Increased precipitation and nitrogen addition accelerate the temporal increase of soil respiration during eight-year old-field grassland succession

Cite this dataset

Zhang, Jiajia et al. (2022). Increased precipitation and nitrogen addition accelerate the temporal increase of soil respiration during eight-year old-field grassland succession [Dataset]. Dryad. https://doi.org/10.5061/dryad.mgqnk991r

Abstract

Ecological succession after disturbance plays a vital role in influencing ecosystem structure and functioning. However, how global change factors regulate ecosystem carbon (C) cycling in successional plant communities remains largely elusive. As part of an eight-year (2012-2019) manipulative experiment, this study was designed to examine the responses of soil respiration and its heterotrophic component to simulated increases in precipitation and atmospheric nitrogen (N) deposition in an old-field grassland undergoing secondary succession. Over the eight-year experimental period, increased precipitation stimulated soil respiration by 11.6%, but did not affect soil heterotrophic respiration. Nitrogen addition increased both soil respiration (5.1%) and heterotrophic respiration (6.2%). Soil respiration and heterotrophic respiration linearly increased with time in the control plots, resulting from changes in soil moisture and shifts of plant community composition from grass-forb codominance to grass dominance in this old-field grassland.

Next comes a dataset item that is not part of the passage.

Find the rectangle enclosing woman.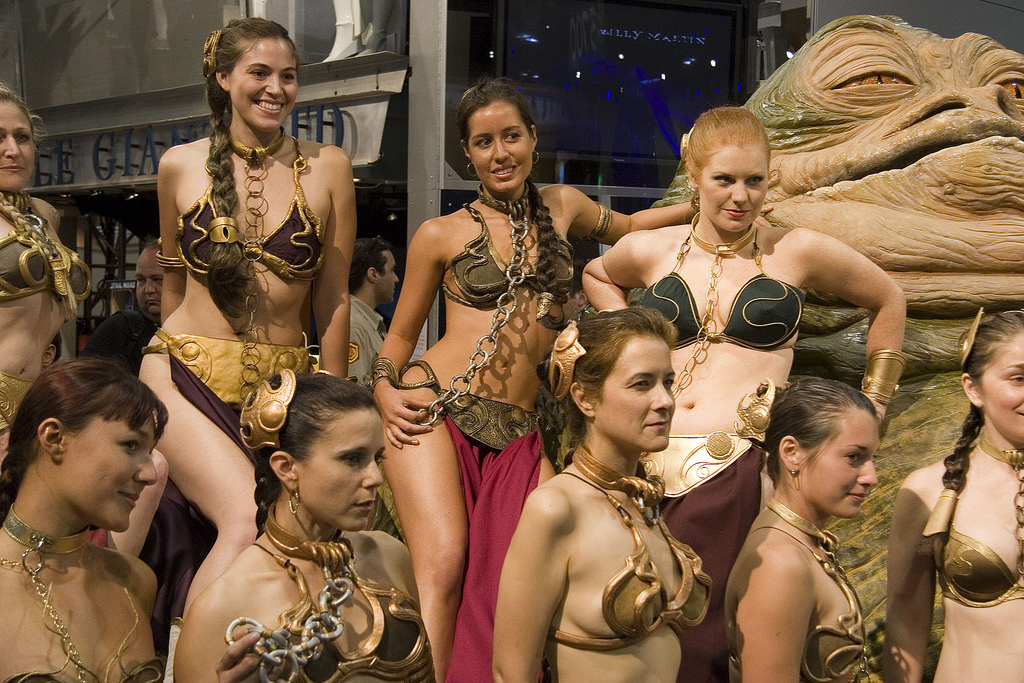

Compared to the control, increased precipitation significantly strengthened the temporal increase of soil respiration through stimulating belowground net primary productivity. By contrast, N addition accelerated temporal increases of both soil respiration and its heterotrophic component by driving plant community shifts and thus stimulating soil organic C. Our findings indicate that increases in water and N availabilities may accelerate soil C release during old-field grassland succession and reduce their potential positive impacts on soil C accumulation under future climate change scenarios.